Perhaps a more fruitful place to seek inspiration is among indigenous peoples, with their strong kinship systems. New Zealand’s Maori, for example, have an impressive number of words to refer to the elderly, suggesting the importance they place on this stage of life.
 
In one online Maori-English dictionary, I found more than 20 different terms for old people. Yet their definitions were boringly monotonous, ranging from “elder” or “elderly” man or woman to “patriarch” and “matriarch.” Only one word held promise—ruahine, an elderly woman employed to remove sacred objects from houses and canoes—but alas, not one that’s terribly helpful in our quest.
 
In India, however, where traditional family structures also remain strong, the Marathi language has two terms that quickly caught my eye: junakhoda (“old stump,” a tough and hardy old person) and junapapi (“old sinner,” a graybeard who is both shrewd and sagacious). And of course, we’re all familiar with the Hindi word guru, which has the useful dual meaning of “elder” and “instructor.”
 
East Asian cultures, which have a long tradition of filial piety, present some interesting options. In ancient China, for example, Confucius made the concept of xiao (“respecting your betters”) one of his five principles governing interpersonal relationships. The feudal Chinese esteemed and honored elderly people for their wisdom. This attitude, which made old age more desirable and encouraged that rare gift of advanced years—serenity—was summed up in the Chinese proverb “If a family has an old person in it, it possesses a jewel.”
 
Yet even in Confucius’s day, there were conditions placed on how one attained that old age.

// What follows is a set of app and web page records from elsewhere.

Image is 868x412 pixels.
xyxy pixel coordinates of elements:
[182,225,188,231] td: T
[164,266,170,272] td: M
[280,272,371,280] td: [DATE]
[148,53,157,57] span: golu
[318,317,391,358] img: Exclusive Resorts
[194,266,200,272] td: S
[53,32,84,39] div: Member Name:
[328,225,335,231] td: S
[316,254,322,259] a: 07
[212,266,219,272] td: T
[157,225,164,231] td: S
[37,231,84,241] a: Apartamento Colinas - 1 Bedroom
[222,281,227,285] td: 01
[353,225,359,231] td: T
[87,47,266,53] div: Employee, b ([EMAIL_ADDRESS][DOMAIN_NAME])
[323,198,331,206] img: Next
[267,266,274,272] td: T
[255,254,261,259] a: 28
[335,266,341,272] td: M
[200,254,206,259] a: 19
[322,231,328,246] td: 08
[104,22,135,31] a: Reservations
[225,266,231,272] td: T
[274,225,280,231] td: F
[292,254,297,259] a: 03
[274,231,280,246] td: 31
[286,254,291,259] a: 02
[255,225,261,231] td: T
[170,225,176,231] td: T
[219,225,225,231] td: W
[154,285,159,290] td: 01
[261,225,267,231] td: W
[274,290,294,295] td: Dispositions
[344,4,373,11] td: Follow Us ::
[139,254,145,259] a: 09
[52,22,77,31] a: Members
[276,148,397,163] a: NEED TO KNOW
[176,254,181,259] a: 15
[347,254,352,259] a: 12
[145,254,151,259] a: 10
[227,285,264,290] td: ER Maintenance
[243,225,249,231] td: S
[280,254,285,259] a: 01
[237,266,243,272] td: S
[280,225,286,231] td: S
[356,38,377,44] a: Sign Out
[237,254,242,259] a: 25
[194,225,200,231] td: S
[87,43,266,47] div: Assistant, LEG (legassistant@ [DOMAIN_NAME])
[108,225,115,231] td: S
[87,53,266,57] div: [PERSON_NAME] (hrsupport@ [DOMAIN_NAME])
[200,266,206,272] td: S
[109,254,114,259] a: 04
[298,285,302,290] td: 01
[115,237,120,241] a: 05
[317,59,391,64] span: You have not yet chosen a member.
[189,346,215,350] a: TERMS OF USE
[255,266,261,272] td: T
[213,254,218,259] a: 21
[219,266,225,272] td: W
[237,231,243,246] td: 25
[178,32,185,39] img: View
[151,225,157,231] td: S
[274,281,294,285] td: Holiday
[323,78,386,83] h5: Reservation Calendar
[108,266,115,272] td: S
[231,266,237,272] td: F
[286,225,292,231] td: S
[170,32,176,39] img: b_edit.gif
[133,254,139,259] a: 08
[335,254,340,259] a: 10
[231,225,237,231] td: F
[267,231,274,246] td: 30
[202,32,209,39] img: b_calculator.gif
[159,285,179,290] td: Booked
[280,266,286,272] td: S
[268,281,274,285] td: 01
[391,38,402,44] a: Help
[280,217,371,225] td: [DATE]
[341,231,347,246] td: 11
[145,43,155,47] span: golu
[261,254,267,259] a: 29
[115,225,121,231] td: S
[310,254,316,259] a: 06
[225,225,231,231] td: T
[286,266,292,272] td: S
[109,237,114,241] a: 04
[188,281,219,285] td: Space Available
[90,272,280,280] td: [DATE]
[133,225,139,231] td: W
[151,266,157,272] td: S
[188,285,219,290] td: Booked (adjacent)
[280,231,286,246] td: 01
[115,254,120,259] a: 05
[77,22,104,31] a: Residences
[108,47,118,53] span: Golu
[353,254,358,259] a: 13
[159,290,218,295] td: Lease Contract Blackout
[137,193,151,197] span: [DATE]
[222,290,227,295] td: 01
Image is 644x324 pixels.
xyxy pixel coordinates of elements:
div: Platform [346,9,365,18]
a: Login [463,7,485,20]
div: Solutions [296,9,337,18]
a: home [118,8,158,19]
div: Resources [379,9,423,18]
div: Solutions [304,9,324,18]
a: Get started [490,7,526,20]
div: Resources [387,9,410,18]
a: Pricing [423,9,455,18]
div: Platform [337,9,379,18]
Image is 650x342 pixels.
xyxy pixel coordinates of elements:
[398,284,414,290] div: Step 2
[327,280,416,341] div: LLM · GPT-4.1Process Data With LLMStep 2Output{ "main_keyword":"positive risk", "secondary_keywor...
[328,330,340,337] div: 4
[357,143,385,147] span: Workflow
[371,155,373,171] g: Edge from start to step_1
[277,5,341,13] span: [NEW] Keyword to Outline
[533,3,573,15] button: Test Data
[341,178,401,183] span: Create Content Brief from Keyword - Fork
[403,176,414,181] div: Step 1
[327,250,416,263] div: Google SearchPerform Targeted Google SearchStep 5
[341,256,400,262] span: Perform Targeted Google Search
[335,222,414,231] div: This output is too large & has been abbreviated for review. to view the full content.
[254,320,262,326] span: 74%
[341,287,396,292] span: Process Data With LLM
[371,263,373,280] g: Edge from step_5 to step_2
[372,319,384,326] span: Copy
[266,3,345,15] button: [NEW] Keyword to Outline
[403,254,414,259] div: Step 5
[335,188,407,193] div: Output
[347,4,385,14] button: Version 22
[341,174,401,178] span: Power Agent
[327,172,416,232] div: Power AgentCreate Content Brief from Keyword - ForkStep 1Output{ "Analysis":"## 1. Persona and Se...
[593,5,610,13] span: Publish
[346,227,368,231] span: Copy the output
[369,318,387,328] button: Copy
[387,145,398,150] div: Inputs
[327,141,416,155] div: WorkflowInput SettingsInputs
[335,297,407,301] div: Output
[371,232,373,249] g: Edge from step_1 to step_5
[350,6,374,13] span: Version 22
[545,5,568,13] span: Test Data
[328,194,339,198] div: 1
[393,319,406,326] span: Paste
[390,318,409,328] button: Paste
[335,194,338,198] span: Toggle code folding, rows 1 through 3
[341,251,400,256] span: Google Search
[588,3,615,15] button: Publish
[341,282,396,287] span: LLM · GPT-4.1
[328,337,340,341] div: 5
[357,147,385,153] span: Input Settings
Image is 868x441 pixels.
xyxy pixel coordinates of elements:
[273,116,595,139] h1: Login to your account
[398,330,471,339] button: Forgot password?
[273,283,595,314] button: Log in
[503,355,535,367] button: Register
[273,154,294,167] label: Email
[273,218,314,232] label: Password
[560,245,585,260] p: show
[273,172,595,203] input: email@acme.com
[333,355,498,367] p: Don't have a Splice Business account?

The evidence is the expression lǎo bù sǐde (“death grip on life”), which appears in the Analects of Confucius, where the sage spoke disparagingly about old people who engaged in unnatural practices to assure their longevity.
 
Today, China’s neighbor and rival Japan has the fastest-growing elderly population in the world. That fact, along with the country’s rapid postwar modernization, has led to a weakening of what is still a comparatively strong intergenerational bond.
 
While Japan maintains such rituals as Respect-for-the-Aged Day, its language conveys what can only be described as mixed feelings toward older people. Along with the inspiring okina (“venerable old man”), for example, the Japanese employ such disparaging colloquial expressions as baba (“old hag”), ojisan (“uncle,” denoting a supposedly smelly middle-aged or old man) and the shocking sodai gomi: “large heap of trash,” i.e., a retired salaryman.
 
Korea is another society with an ancient tradition of veneration for the elderly that still expresses ambivalence in its language. Two tables of words and sayings related to old age compiled by a Seoul sociologist include not only “man of achievement” and “seasoned scholar” but “bachelor boy”; while the charmingly idiosyncratic “aged wine” and “skillful stroke (calligraphy)” are balanced by “waning nation” and “weakened stroke.” Similarly, the positive Korean saying “The old horse knows the way” is offset by the almost-brutal “There is no point in bargaining for an old cow.”
 
Thus it seems that all cultures, not just our own, have a complicated view of aging, and hence of those who are undergoing the process. In other words, ambivalence is very much the norm. As the German Old Testament scholar Josef Scharbert once pointed out, pious Israelites knew that in old age, infirmity and greatness, folly and wisdom, obstinacy and prudent restraint lie closely together.
 
Setting all conflicted feelings aside, however, this tour d’horizon also demonstrates that we men and women “of a certain age” have a variety of constructive choices for defining our current and future selves—from “aged wine,” “guru” and “better” to the “venerable” and the “skillful,” the “seasoned” and the “sagacious.” We may choose to see ourselves as Chinese-inspired “jewels,” but if that seems a bit much, we can go for the unglamorous but still-eloquent image of the Marathis’ durable and hardy “old stump.”
 
A freelance writer, editor and translator im besten Alter, Munich resident Emily Berns Heyser recently completed a manuscript on the unexpected origins of weird English words.